Lacking an available city-wide grid of intersections equipped with GRIDSMART traffic lights, Karnowski’s team instead turned to computer simulations to test their system. Simulation of Urban MObility (SUMO) is an open-source simulation suite that enables researchers to model traffic systems, including vehicles, public transportation, and even pedestrians. SUMO allows for custom models, so Karnowski’s team was able to adapt it to their project. Adding a “visual sensor model” to the SUMO simulation environment, the team used reinforcement learning to guide a grid of traffic-light controllers to reduce wait times for larger vehicles.

“In a real GRIDSMART system, they just send vehicle data to a controller, and it says, ‘I’ve got cars waiting, so it’s time to change the light.’ In our proof-of-concept system, that information would then be fed to a controller that can look at multiple intersections and try to say, ‘We’ve got high-consumption vehicles coming in this direction, and lower-consumption vehicles in this other direction—let’s change the light timing so we favor the direction where there’s more fuel consumption.’”

The method was tested under a variety of traffic scenarios designed to evaluate the potential for fuel savings with visual sensing. In particular, some scenarios with heavy truck usage suggested savings of up to 25 percent in fuel consumption with minimal impact on wait times. In other scenarios, the simulated system was trained with heavy truck usage but evaluated on more balanced test-traffic conditions. The savings are not quantified, but the trained reinforcement learning control easily adapted to the new conditions.

All these test cases were limited to establish proof-of-concept, and more work is needed to accurately assess the impact of this approach. Karnowski hopes to continue developing the system with larger datasets, improved classifiers, and more expansive simulations.

GRIDSMART, meanwhile, considers the project’s results to foreshadow promising new services for their customers.
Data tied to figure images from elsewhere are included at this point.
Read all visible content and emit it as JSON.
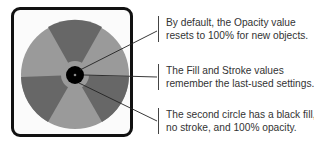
{
  "diagram": {
    "colors": {
      "frame": "#111111",
      "light_segment": "#999999",
      "dark_segment": "#666666",
      "center_circle": "#000000",
      "leader_line": "#222222"
    },
    "callouts": [
      {
        "text": "By default, the Opacity value resets to 100% for new objects."
      },
      {
        "text": "The Fill and Stroke values remember the last-used settings."
      },
      {
        "text": "The second circle has a black fill, no stroke, and 100% opacity."
      }
    ]
  }
}
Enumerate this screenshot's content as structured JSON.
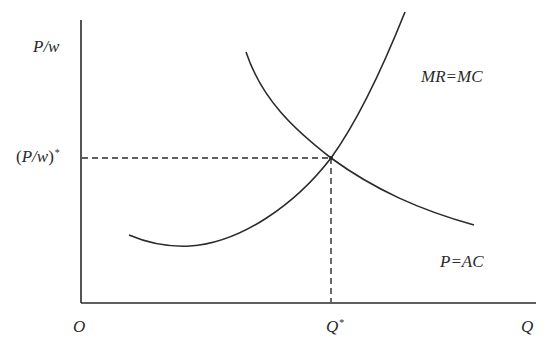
{
  "diagram": {
    "type": "economics-equilibrium",
    "axes": {
      "y_label": "P/w",
      "x_label": "Q",
      "origin_label": "O"
    },
    "equilibrium": {
      "y_label_base": "P/w",
      "y_label_sup": "*",
      "x_label_base": "Q",
      "x_label_sup": "*"
    },
    "curves": [
      {
        "name": "MR=MC",
        "label": "MR=MC",
        "shape": "U-shaped, rising steeply to upper right"
      },
      {
        "name": "P=AC",
        "label": "P=AC",
        "shape": "downward-sloping convex"
      }
    ],
    "colors": {
      "line": "#2a2a2a",
      "background": "#ffffff"
    }
  }
}
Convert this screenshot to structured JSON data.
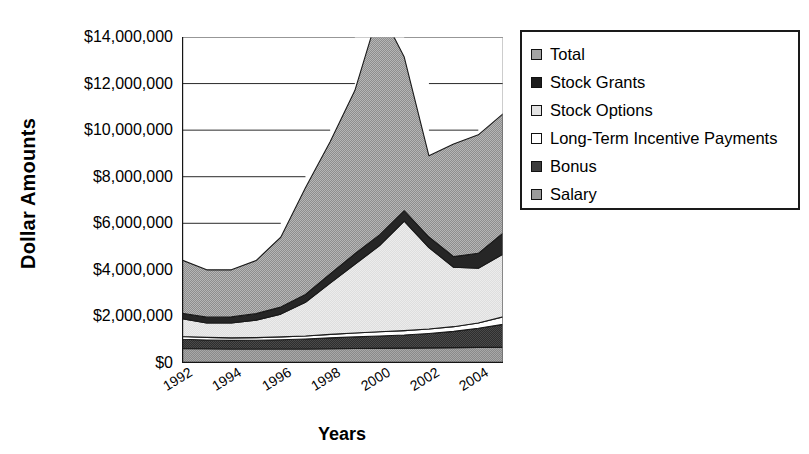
{
  "chart_data": {
    "type": "area",
    "title": "",
    "xlabel": "Years",
    "ylabel": "Dollar Amounts",
    "stacked": true,
    "grid": true,
    "legend_position": "right",
    "xlim": [
      1992,
      2005
    ],
    "ylim": [
      0,
      14000000
    ],
    "ytick_labels": [
      "$14,000,000",
      "$12,000,000",
      "$10,000,000",
      "$8,000,000",
      "$6,000,000",
      "$4,000,000",
      "$2,000,000",
      "$0"
    ],
    "ytick_values": [
      14000000,
      12000000,
      10000000,
      8000000,
      6000000,
      4000000,
      2000000,
      0
    ],
    "xtick_labels": [
      "1992",
      "1994",
      "1996",
      "1998",
      "2000",
      "2002",
      "2004"
    ],
    "xtick_values": [
      1992,
      1994,
      1996,
      1998,
      2000,
      2002,
      2004
    ],
    "x": [
      1992,
      1993,
      1994,
      1995,
      1996,
      1997,
      1998,
      1999,
      2000,
      2001,
      2002,
      2003,
      2004,
      2005
    ],
    "series": [
      {
        "name": "Salary",
        "color": "#9a9a9a",
        "values": [
          620000,
          610000,
          600000,
          600000,
          600000,
          600000,
          610000,
          620000,
          630000,
          640000,
          650000,
          660000,
          670000,
          680000
        ]
      },
      {
        "name": "Bonus",
        "color": "#3d3d3d",
        "values": [
          400000,
          380000,
          370000,
          380000,
          400000,
          430000,
          470000,
          500000,
          530000,
          560000,
          620000,
          700000,
          820000,
          980000
        ]
      },
      {
        "name": "Long-Term Incentive Payments",
        "color": "#ffffff",
        "values": [
          120000,
          110000,
          110000,
          110000,
          120000,
          130000,
          150000,
          170000,
          180000,
          190000,
          190000,
          200000,
          230000,
          320000
        ]
      },
      {
        "name": "Stock Options",
        "color": "#e8e8e8",
        "values": [
          760000,
          620000,
          640000,
          750000,
          980000,
          1450000,
          2200000,
          2950000,
          3700000,
          4700000,
          3500000,
          2550000,
          2350000,
          2700000
        ]
      },
      {
        "name": "Stock Grants",
        "color": "#2a2a2a",
        "values": [
          240000,
          250000,
          260000,
          280000,
          300000,
          330000,
          400000,
          450000,
          460000,
          450000,
          450000,
          460000,
          640000,
          900000
        ]
      },
      {
        "name": "Total",
        "color": "#a3a3a3",
        "values": [
          2280000,
          2030000,
          2020000,
          2280000,
          3000000,
          4590000,
          5670000,
          7010000,
          9700000,
          6600000,
          3490000,
          4830000,
          5090000,
          5120000
        ]
      }
    ],
    "total_line": [
      4420000,
      4000000,
      4000000,
      4400000,
      5400000,
      7530000,
      9500000,
      11700000,
      15200000,
      13140000,
      8900000,
      9400000,
      10800000,
      10700000
    ],
    "total_top_observed": [
      4420000,
      4000000,
      4000000,
      4400000,
      5400000,
      7530000,
      9500000,
      11700000,
      13180000,
      11800000,
      9900000,
      8950000,
      9800000,
      10700000
    ]
  },
  "axis": {
    "ylabel": "Dollar Amounts",
    "xlabel": "Years"
  },
  "legend": {
    "items": [
      {
        "label": "Total",
        "swatch": "legend-swatch-total",
        "fill": "#a3a3a3"
      },
      {
        "label": "Stock Grants",
        "swatch": "legend-swatch-stock-grants",
        "fill": "#1c1c1c"
      },
      {
        "label": "Stock Options",
        "swatch": "legend-swatch-stock-options",
        "fill": "#e3e3e3"
      },
      {
        "label": "Long-Term Incentive Payments",
        "swatch": "legend-swatch-ltip",
        "fill": "#ffffff"
      },
      {
        "label": "Bonus",
        "swatch": "legend-swatch-bonus",
        "fill": "#3d3d3d"
      },
      {
        "label": "Salary",
        "swatch": "legend-swatch-salary",
        "fill": "#9a9a9a"
      }
    ]
  }
}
“This study gives us ideas for how our system could be used in the future for more than just reducing congestion. It could actually save energy and help the environment,” Gee said. “Currently there are no announced plans for a related product feature, but someday we may be able to enable this novel optimization in real time or use it to provide additional reporting. I think municipalities would be interested in such technologies to save fuel and improve air quality.”

Not every project conducted at a national lab results in a complete solution to a vexing issue—but by taking a swing at persistent problems, researchers can gather valuable knowledge along the way.

“We did show that you could use GRIDSMART cameras to estimate vehicle fuel consumption. We did show that you could use multiple GRIDSMART cameras to save energy using reinforcement learning. We made a useful dataset that we think could be used by other folks in the future. And we also did show that MENNDL could evolve topologies that could help estimate vehicle fuel consumption visually,” Karnowski said.

Work was funded by the Vehicle Technologies Office’s HPC4Mobility seed project program of the US Department of Energy’s Office of Energy Efficiency and Renewable Energy.

UT-Battelle LLC manages Oak Ridge National Laboratory for DOE’s Office of Science, the single largest supporter of basic research in the physical sciences in the United States. DOE’s Office of Science is working to address some of the most pressing challenges of our time. For more information, visit https://energy.gov/science.

 

Related Publication:

T. Karnowski, R. Tokola, S. Oesch, M. Eicholtz, J. Price, and T. Gee, “Estimating Vehicle Fuel Economy from Overhead Camera Imagery and Application for Traffic Control.” Paper presented at IS&T International Symposium on Electronic Imaging Science and Technology, Burlingame, CA, January 26–30, 2020.